One of the values of the BBCWS during the Cold War — along with vanished SW broadcasters such as Radio Canada International, Radio Netherlands Worldwide and Radio Moscow — was its ability to serve as a form of extension of influence of its government.

“Every time they make more of these cuts, it diminishes the diplomatic soft power of the BBC,” said White. “This panoply of cuts will diminish it greatly.”

“The BBCWS likes to call themselves the World’s Radio Station,” Letourneau said. “Unfortunately, by cutting service to a big part of the world population, it is less true.”

But governments have been cutting international SW broadcasting as far back as the 1990s, when the Cold War was believed to have been “won.” Compared to the 1980s, today’s airwaves offer far fewer program choices save for diehards such as Radio Havana Cuba, Radio Romania International and Radio New Zealand Pacific, along with private stations such as WRMI and a host of religious broadcasters.

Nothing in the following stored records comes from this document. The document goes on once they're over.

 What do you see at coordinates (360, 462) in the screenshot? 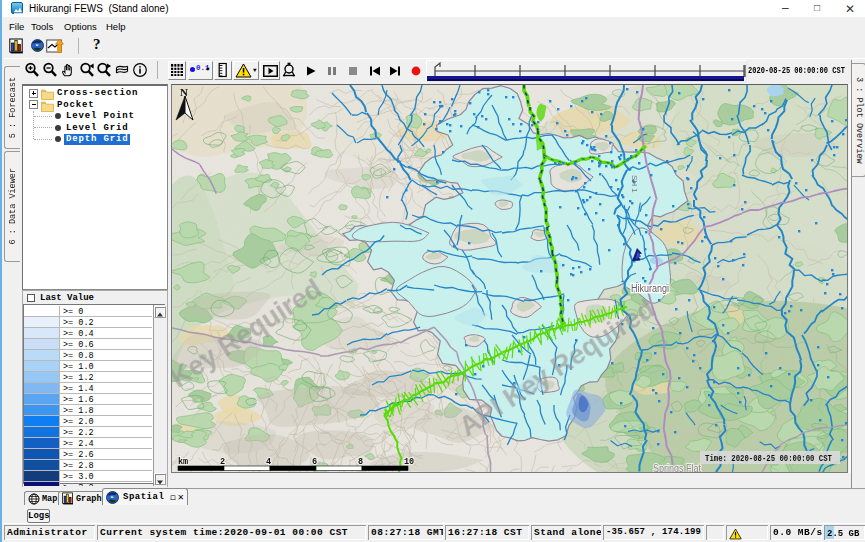
I see `svg-text: 8` at bounding box center [360, 462].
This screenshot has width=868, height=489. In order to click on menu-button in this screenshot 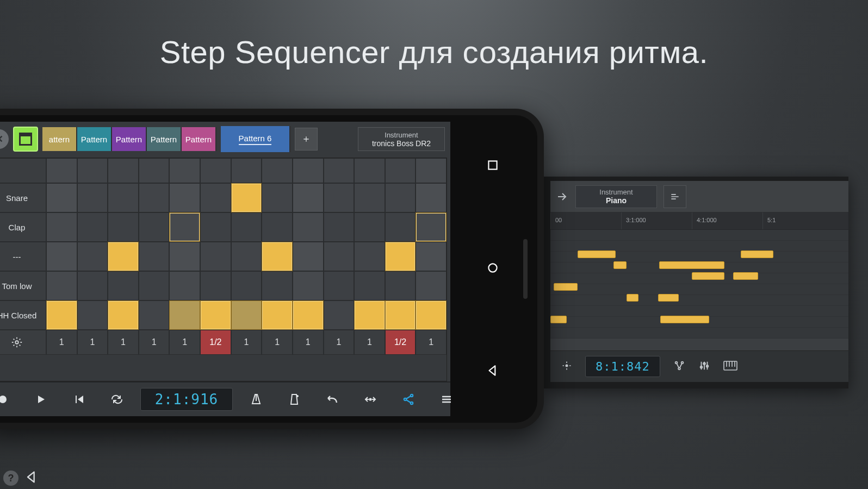, I will do `click(447, 399)`.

The steep drop in choice has motivated many former listeners to move to TV and the web. Critics say the trend also has stunted the use of the Digital Radio Mondiale transmission standard on shortwave, which remedies the static, signal fading and poor audio quality of analog SW broadcasts.

Because of the lack of audience, Perron — whose SW broadcast credits include Radio Canada International, Radio Havana Cuba, Radio Netherlands, Deutsche Welle Africa Service, China Radio International and the BBC World Service in three languages — thinks the notion of soft power is of little consequence.

“If you had asked me about this in 2010, I would have said that this is the wrong time,” Perron told Radio World, but now, “It’s a very good decision. If the BBCWS wants to continue to be relevant, this needs to be done. Compared to others, the BBC has been very slow in this regard, and they are finally catching up.”

Yet longtime SW devotee Sheldon Harvey counters that despite the spread of the web and mobile phones, “millions of people on the planet still rely on radio for news, information, entertainment and education. More and more each day, people are losing access to this important medium.”

Meanwhile, a subsequent development in December would seem to suggest that hoping for an expansion of BBC OTA services in any form is probably forlorn.

BBC Director-General Tim Davie gave a speech before the Royal Television Society in which he said the United Kingdom and the BBC must begin work today to prepare for an internet-only future.

“For the BBC, internet-only distribution is an opportunity to connect more deeply with our audiences and to provide them with better services and choice than broadcast allows. It provides a significant editorial opportunities. A switch-off of broadcast will and should happen over time, and we should be active in planning for it.”